Heather Moore said...

Congrats on the job!

And I had no idea you could take the train *within* London. I thought you only took the train to leave London - kind of like the Greyhound buses here! *snort*

Colleen said...

Way to go, Pam! Delighted to hear that you are going to have another new job at this mysterious sporting event in London. Too bad you weren't able to get a job at the Olympics, which I believe is on at the same time. Wait a minute.... I think I'm getting a vision of five rings. Oh well, I'll figure it out later. Congratulations!!!! ck

J and D said...

I usually just read from my reader but came over here today to comment - congrats on the job - so fabulous!!!! (and loved the whining - that stuff would drive me crazy too!)

Kathryn said...

I believe I had almost that exact same day in Toronto this week! I spent most of my week back there jaw-dropped with very similar frustrations! Glad I'm not the only one!!
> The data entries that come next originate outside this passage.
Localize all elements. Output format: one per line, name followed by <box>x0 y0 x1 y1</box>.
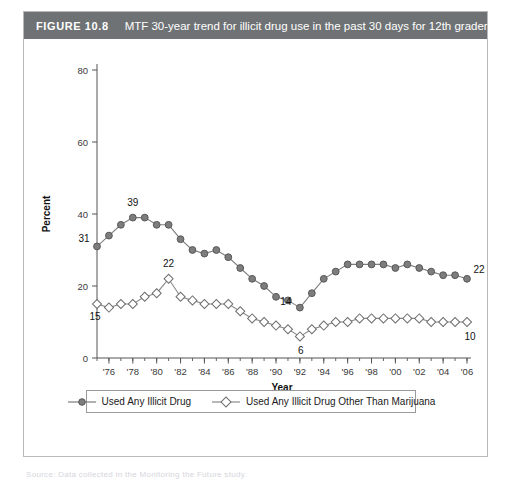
svg-text:'78: '78 <box>127 366 139 377</box>
svg-text:'04: '04 <box>437 366 449 377</box>
svg-text:'06: '06 <box>461 366 473 377</box>
figure-number-label: FIGURE 10.8 <box>36 20 109 32</box>
figure-screenshot: FIGURE 10.8 MTF 30-year trend for illici… <box>0 0 511 480</box>
svg-text:'98: '98 <box>365 366 377 377</box>
figure-panel: FIGURE 10.8 MTF 30-year trend for illici… <box>23 11 488 457</box>
svg-text:'94: '94 <box>318 366 330 377</box>
svg-text:10: 10 <box>464 331 476 342</box>
svg-text:60: 60 <box>77 137 88 148</box>
legend-marker-filled-circle-icon <box>67 396 97 408</box>
svg-text:80: 80 <box>77 65 88 76</box>
svg-text:'84: '84 <box>198 366 210 377</box>
figure-caption-text: MTF 30-year trend for illicit drug use i… <box>125 20 497 32</box>
svg-text:0: 0 <box>83 353 88 364</box>
legend-label-illicit-drug: Used Any Illicit Drug <box>102 397 191 407</box>
chart-legend: Used Any Illicit Drug Used Any Illicit D… <box>86 390 416 413</box>
svg-text:Percent: Percent <box>41 195 52 232</box>
svg-text:39: 39 <box>127 197 139 208</box>
svg-text:'86: '86 <box>222 366 234 377</box>
svg-text:'88: '88 <box>246 366 258 377</box>
figure-header-bar: FIGURE 10.8 MTF 30-year trend for illici… <box>24 12 487 39</box>
svg-text:14: 14 <box>280 296 292 307</box>
svg-text:'90: '90 <box>270 366 282 377</box>
source-note-stub: Source: Data collected in the Monitoring… <box>26 470 326 479</box>
legend-marker-open-diamond-icon <box>211 396 241 408</box>
svg-text:31: 31 <box>78 233 90 244</box>
svg-text:15: 15 <box>89 311 101 322</box>
svg-text:'76: '76 <box>103 366 115 377</box>
svg-text:20: 20 <box>77 281 88 292</box>
svg-text:'92: '92 <box>294 366 306 377</box>
svg-text:22: 22 <box>473 264 485 275</box>
svg-text:'82: '82 <box>174 366 186 377</box>
svg-text:'02: '02 <box>413 366 425 377</box>
svg-text:'96: '96 <box>341 366 353 377</box>
legend-label-other-than-marijuana: Used Any Illicit Drug Other Than Marijua… <box>246 397 435 407</box>
svg-text:'00: '00 <box>389 366 401 377</box>
svg-text:22: 22 <box>163 258 175 269</box>
svg-text:'80: '80 <box>150 366 162 377</box>
svg-text:6: 6 <box>298 345 304 356</box>
svg-text:40: 40 <box>77 209 88 220</box>
legend-entry-other-than-marijuana: Used Any Illicit Drug Other Than Marijua… <box>211 396 435 408</box>
legend-entry-illicit-drug: Used Any Illicit Drug <box>67 396 191 408</box>
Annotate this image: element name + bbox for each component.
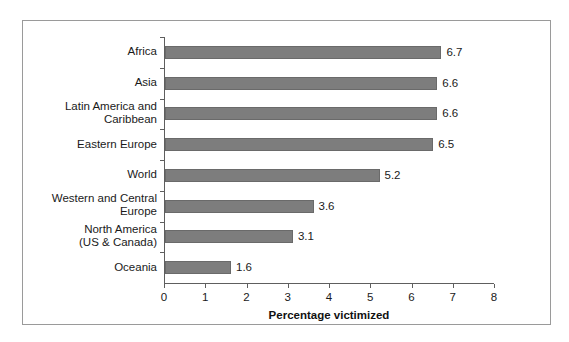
- y-tick: [160, 37, 164, 38]
- category-label: Eastern Europe: [0, 138, 157, 151]
- y-tick: [160, 99, 164, 100]
- bar-value-label: 6.6: [442, 107, 458, 120]
- x-tick-label-7: 7: [438, 290, 468, 304]
- x-axis-title: Percentage victimized: [164, 309, 494, 321]
- bar-value-label: 6.7: [446, 46, 462, 59]
- x-tick-6: [412, 284, 413, 288]
- bar-value-label: 6.5: [438, 138, 454, 151]
- x-tick-7: [453, 284, 454, 288]
- x-tick-8: [494, 284, 495, 288]
- category-label: North America (US & Canada): [0, 223, 157, 249]
- x-tick-label-4: 4: [314, 290, 344, 304]
- bar: [165, 77, 437, 90]
- x-tick-3: [288, 284, 289, 288]
- bar-value-label: 3.1: [298, 230, 314, 243]
- category-label: Western and Central Europe: [0, 192, 157, 218]
- category-label: Africa: [0, 45, 157, 58]
- x-tick-label-2: 2: [232, 290, 262, 304]
- y-tick: [160, 191, 164, 192]
- bar-value-label: 5.2: [385, 169, 401, 182]
- y-tick: [160, 222, 164, 223]
- y-tick: [160, 68, 164, 69]
- bar-value-label: 3.6: [319, 200, 335, 213]
- x-tick-2: [247, 284, 248, 288]
- bar: [165, 200, 314, 213]
- bar: [165, 230, 293, 243]
- x-tick-1: [205, 284, 206, 288]
- chart-frame: 012345678 Africa6.7Asia6.6Latin America …: [22, 20, 551, 325]
- plot-area: 012345678 Africa6.7Asia6.6Latin America …: [164, 37, 494, 283]
- bar: [165, 169, 380, 182]
- x-tick-label-8: 8: [479, 290, 509, 304]
- bar: [165, 107, 437, 120]
- bar-value-label: 6.6: [442, 77, 458, 90]
- category-label: Oceania: [0, 261, 157, 274]
- x-tick-0: [164, 284, 165, 288]
- y-axis-line: [164, 37, 165, 283]
- y-tick: [160, 160, 164, 161]
- bar: [165, 261, 231, 274]
- x-tick-5: [370, 284, 371, 288]
- x-tick-label-0: 0: [149, 290, 179, 304]
- bar: [165, 138, 433, 151]
- category-label: Latin America and Caribbean: [0, 100, 157, 126]
- y-tick: [160, 252, 164, 253]
- x-tick-label-1: 1: [190, 290, 220, 304]
- category-label: World: [0, 168, 157, 181]
- bar: [165, 46, 441, 59]
- y-tick: [160, 129, 164, 130]
- bar-value-label: 1.6: [236, 261, 252, 274]
- x-tick-label-5: 5: [355, 290, 385, 304]
- x-tick-4: [329, 284, 330, 288]
- x-tick-label-6: 6: [397, 290, 427, 304]
- category-label: Asia: [0, 76, 157, 89]
- x-tick-label-3: 3: [273, 290, 303, 304]
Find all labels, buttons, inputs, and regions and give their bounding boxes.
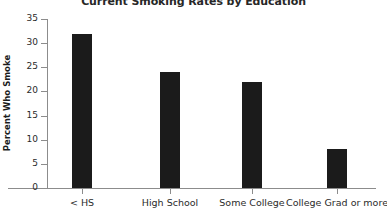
x-tick-label: < HS: [70, 198, 94, 208]
x-tick-label: High School: [142, 198, 198, 208]
bar: [160, 72, 180, 188]
x-tick-label: Some College: [219, 198, 284, 208]
x-tick-mark: [337, 189, 338, 194]
x-tick-mark: [82, 189, 83, 194]
x-tick-label: College Grad or more: [286, 198, 387, 208]
bar: [72, 34, 92, 189]
x-tick-mark: [170, 189, 171, 194]
bars-group: [0, 0, 387, 188]
bar-chart: Current Smoking Rates by Education Perce…: [0, 0, 387, 214]
bar: [327, 149, 347, 188]
x-tick-mark: [252, 189, 253, 194]
x-axis-line: [8, 188, 376, 189]
y-tick-mark: [41, 188, 47, 189]
bar: [242, 82, 262, 188]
Nigel (of Nigel and Margaret) said...

Hey congrats! Just popped in for a fix after a long time away. It's somehow heartening to discover that all the UK's quirks are abnormal to people other than me. Visit Edinburgh sometime!

daphne said...

Congratulations on the new job - the Olympics - that is exciting for you, and for those of us who live vicariously thru your blog.

Unknown said...

"Every Time" LOL. I am now a mostly bicycle person too and share your perspectives on the trials and tribulations of the sport.
Congrats on the new job, and let us know how it goes. We all are rooting for you in everything you do over there. You are not just doing this for yourself, we are living vicariously through your adventures.
Your last blog had too many non-human photos - keep that in mind for future blog postings. Min. 50% of photos should have you or someone in the story in them. Humans are interesting to other humans. Fancy that!
Dinnerus Maximus coming up June 2012.